Is Israel uniquely bad, or has hypocrisy towards the Jewish state become so widely accepted among some progressives that even an eminent scholar like Hawking is susceptible to hypocritical and lazy double standards?
After a great deal of confusing reports, it was confirmed yesterday that physicist and cosmologist Stephen Hawking has pulled out of a conference in Israel next month after being lobbied by pro-Palestinian campaigners.
Initially some had claimed his decision to pull out of the conference was due to ill health, but a statement published by the British Committee for the Universities of Palestine with Hawking’s approval cleared the matter up.
“This is his independent decision to respect the boycott, based upon his knowledge of Palestine, and on the unanimous advice of his own academic contacts there.”
So “respect for the boycott” was a humanitarian gesture, then?
Ok. But why did professor Hawking see fit to visit Iran in 2007 for a conference? As far as I am aware, there was no statement at the time from Hawking refusing to travel to the Islamic Republic out of “respect” for the country’s political dissidents, or until the government stopped executing homosexuals.
A year earlier, in 2006, Stephen Hawking visited China, whose government is responsible for large scale human rights abuses in Tibet. Tibet is, as Human Rights Watch noted several years before his visit, “a place where some of the most visible and egregious human rights violations committed by the Chinese state have occurred”. A 2008 UN report found that the use of torture in Tibet was “widespread” and “routine”.
There’s no need to be an apologist for the Israeli occupation of the West Bank to question where professor Hawking’s moral compass was when he chose to visit these two serial human rights abusers – and ask why it has suddenly appeared when the country in question is Israel.
Is Israel uniquely bad, or has hypocrisy towards the Jewish state become so widely accepted among some progressives that even an eminent scholar like Hawking is susceptible to hypocritical and lazy double standards?

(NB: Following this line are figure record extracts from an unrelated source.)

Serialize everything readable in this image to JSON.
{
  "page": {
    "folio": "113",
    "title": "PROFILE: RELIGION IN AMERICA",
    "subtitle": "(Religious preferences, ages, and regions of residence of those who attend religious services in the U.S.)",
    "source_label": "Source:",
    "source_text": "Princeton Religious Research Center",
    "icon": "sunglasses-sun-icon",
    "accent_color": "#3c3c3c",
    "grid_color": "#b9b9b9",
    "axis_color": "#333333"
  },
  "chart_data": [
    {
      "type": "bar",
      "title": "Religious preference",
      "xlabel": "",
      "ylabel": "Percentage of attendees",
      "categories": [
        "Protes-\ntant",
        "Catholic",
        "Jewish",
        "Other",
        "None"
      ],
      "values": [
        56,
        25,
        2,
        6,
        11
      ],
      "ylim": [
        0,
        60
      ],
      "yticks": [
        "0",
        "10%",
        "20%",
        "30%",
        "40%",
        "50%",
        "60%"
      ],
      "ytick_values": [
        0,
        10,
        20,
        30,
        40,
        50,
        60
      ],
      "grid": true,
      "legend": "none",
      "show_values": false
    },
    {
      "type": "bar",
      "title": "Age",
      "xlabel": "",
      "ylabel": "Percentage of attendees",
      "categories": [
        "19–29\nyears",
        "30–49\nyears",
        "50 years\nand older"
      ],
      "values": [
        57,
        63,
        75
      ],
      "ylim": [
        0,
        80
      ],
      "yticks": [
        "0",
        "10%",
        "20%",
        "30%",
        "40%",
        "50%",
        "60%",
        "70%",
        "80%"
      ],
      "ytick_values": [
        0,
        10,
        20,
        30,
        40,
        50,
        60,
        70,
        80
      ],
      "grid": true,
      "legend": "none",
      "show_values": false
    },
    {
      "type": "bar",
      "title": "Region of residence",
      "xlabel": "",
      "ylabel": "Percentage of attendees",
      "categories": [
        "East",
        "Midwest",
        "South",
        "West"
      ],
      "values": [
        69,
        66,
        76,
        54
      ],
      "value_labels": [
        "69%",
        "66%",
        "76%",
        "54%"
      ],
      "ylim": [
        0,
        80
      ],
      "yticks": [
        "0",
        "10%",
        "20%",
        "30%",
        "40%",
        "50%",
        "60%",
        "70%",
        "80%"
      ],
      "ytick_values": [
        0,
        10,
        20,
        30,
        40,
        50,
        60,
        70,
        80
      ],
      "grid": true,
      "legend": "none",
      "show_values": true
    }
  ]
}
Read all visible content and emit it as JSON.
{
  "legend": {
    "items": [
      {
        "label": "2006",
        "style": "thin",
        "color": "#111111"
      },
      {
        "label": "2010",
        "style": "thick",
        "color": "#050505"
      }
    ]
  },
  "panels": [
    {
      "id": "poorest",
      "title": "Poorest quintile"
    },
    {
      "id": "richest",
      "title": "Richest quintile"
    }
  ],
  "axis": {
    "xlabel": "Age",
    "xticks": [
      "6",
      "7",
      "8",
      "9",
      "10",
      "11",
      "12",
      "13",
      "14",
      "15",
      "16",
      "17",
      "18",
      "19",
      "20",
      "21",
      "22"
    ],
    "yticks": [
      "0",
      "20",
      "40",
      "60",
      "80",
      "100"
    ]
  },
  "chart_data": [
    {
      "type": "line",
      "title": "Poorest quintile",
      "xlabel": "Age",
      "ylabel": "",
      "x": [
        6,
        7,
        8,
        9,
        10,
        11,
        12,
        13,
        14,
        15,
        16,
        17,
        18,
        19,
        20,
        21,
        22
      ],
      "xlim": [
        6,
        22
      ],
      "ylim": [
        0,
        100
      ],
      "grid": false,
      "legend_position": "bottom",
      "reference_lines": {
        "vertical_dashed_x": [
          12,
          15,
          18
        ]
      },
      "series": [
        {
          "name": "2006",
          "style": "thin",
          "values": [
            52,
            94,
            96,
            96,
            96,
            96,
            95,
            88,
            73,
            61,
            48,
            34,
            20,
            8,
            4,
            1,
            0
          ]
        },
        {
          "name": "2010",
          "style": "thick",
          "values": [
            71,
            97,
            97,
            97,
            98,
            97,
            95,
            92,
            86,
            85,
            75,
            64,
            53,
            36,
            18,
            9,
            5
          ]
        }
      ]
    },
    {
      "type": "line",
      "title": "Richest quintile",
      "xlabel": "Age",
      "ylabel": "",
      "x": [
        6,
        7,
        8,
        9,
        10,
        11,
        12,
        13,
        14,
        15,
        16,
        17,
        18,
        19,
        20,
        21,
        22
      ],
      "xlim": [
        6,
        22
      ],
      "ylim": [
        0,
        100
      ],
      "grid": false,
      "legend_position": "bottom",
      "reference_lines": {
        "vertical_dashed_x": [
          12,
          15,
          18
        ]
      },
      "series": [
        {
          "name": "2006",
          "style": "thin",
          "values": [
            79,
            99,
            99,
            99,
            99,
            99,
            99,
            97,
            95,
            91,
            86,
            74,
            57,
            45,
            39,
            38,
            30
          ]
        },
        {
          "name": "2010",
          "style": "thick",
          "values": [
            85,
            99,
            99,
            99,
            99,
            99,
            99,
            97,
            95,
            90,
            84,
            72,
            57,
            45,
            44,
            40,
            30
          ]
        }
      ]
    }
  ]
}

346 Responses to “So why did Stephen Hawking think it was ok to visit Iran and China?”
Ginger Beer
Well by that standard so is every country in the world. But you keep on obsessing about Israel. I know damn well what it stems from – either knee-jerk anti-Americanism or antisemitism. Which is it in your case?
ryhope1
The “why Israel?” response was bound to follow Prof Hawking’s very brave and commendable decision, just like the “antisemitism” slur is reflexively deployed against even those Jews who dare to utter the mildest criticism of Israel’s atrocities. But the good thing is that as evidenced by the comments on this site, these shameless attempts to stifle criticism no longer work.
As for the vile personal attacks on him, let them remain as an odious testament to the utter foulness of the ideology that informs Zionism.
In regard to the “why Israel?” question, the simple answer is that unlike Israel, neither China nor Iran (nor indeed, North Korea, or Saudi Arabia, if you like) has ever sought to remind the world about its “democratic” values. Indeed, if anything, these countries have consistently reminded the West that their values are not the same. By contrast, Israel never stops reminding us all that it is “the only democracy in the Middle-East.” Well, if you make it your duty to highlight your “democratic” values, that gives us the right to hold you to those same values. You are either guided by democratic values or you aren’t; you can’t claim to be a democracy but wish to be judged by Chinese or North Korean standards.
Andre De Angelis
Israel has the most powerful lobbies in the world operating in the US and Britain.
Are you suggesting that he didn’t hear Israel’s side of the argument?
Andre De Angelis
>> Well by that standard so is every country in the world.
South Africa used to use that argument to deflect criticism of apartheid too. Everyone else is doing it, so why pick on us?
Charles Manson should have used that as his defense.
Andre De Angelis
No, it’s about targeting institution that benefit from violating the 4th Geneva Conventions on Human Rights. Mind you, your augment sounds like the defense of someone who commits patricide and then demands leniency on the grounds he/she is an orphan.
The foul rancid smell is that of colonialism.